All the different components in mobile gadgets like cell phones now have transparent versions, heralding a day of bendable, see-through electronic devices.



Flexible transparent gadgets with touch-screens, processors, memory and batteries will begin appearing a few years now that all the components have been demonstrated in the lab. (Source: Rice University)

Over the last few years all of the electronic components (processor, memory, touch-screen, batteries) in a modern gadget like a smart phone have been demonstrated in transparent versions in the lab. Now it is only a matter of a few years before all the pieces are integrated into see-through, bendable electronic gadgets that will rock your world.

One recent development in this front was presented at this week’s American Chemical Society 2012 conference. There, visionary Rice University professor James Tour described his transparent memory invention and how it can be combined with transparent processors from the University of Cambridge and transparent batteries from Stanford University to create flexible touch-screen electronic gadgets, such as a see-through smartphones you can wrap around your wrist.

The technology behind Tour's transparent memory invention was first revealed in a New York Times story, which reported that startup PrivaTran Inc. was developing the technology.

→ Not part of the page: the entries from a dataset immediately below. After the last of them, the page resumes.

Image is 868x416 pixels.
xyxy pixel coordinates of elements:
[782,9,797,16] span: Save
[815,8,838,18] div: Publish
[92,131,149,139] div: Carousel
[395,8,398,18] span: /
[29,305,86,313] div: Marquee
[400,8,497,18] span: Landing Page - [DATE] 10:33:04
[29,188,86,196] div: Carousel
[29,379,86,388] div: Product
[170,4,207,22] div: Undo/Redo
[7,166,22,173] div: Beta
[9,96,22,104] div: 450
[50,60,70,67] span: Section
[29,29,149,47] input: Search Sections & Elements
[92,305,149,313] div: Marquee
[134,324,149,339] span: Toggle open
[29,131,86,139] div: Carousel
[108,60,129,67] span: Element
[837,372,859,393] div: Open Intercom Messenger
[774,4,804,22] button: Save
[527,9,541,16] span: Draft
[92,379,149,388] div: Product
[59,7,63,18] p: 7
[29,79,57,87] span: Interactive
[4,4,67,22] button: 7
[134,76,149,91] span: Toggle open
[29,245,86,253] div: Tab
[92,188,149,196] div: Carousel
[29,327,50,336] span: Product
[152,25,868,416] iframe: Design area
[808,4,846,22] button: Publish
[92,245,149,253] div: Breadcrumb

Tour's invention uses silicon dioxide--normally an insulator--in a semiconductor mode by using a high voltage to force electricity to flow through it, thereby stripping out the oxygen atoms in channels of pure silicon less than five nanometers wide during the "writing" of digital bits. Smaller voltages can then be used to read-out the stored 1s and 0s until such as time as they need to be erased and rewritten with a high-voltage.

Researchers at Rice have made progress in developing a three-dimensional (3D) version of Tour's memory so that ultra-thin multi-layer transparent memories could be built up to store enough bits to be useful in future transparent electronic gadgets.

To build a compete see-through gadget, processor circuits can be built by ink-jet printing crystalline carbon films--called graphene--on transparent polymer substrates using technology developed at the University of Cambridge by professor Andrea Ferrari. These processors too could be stack in ultra-thin layers in 3D to enable enough transistors for a complete see-through processor.

The transparent batteries have been demonstrated in the Stanford University lab of professor Yi Cui. By using a novel grid-structure to fabricate thin-film battery electrodes using microfluidics, Cui has demonstrated see-through batteries in the lab with enough energy storage potential to power a transparent cell phone or similar mobile electronics gadget.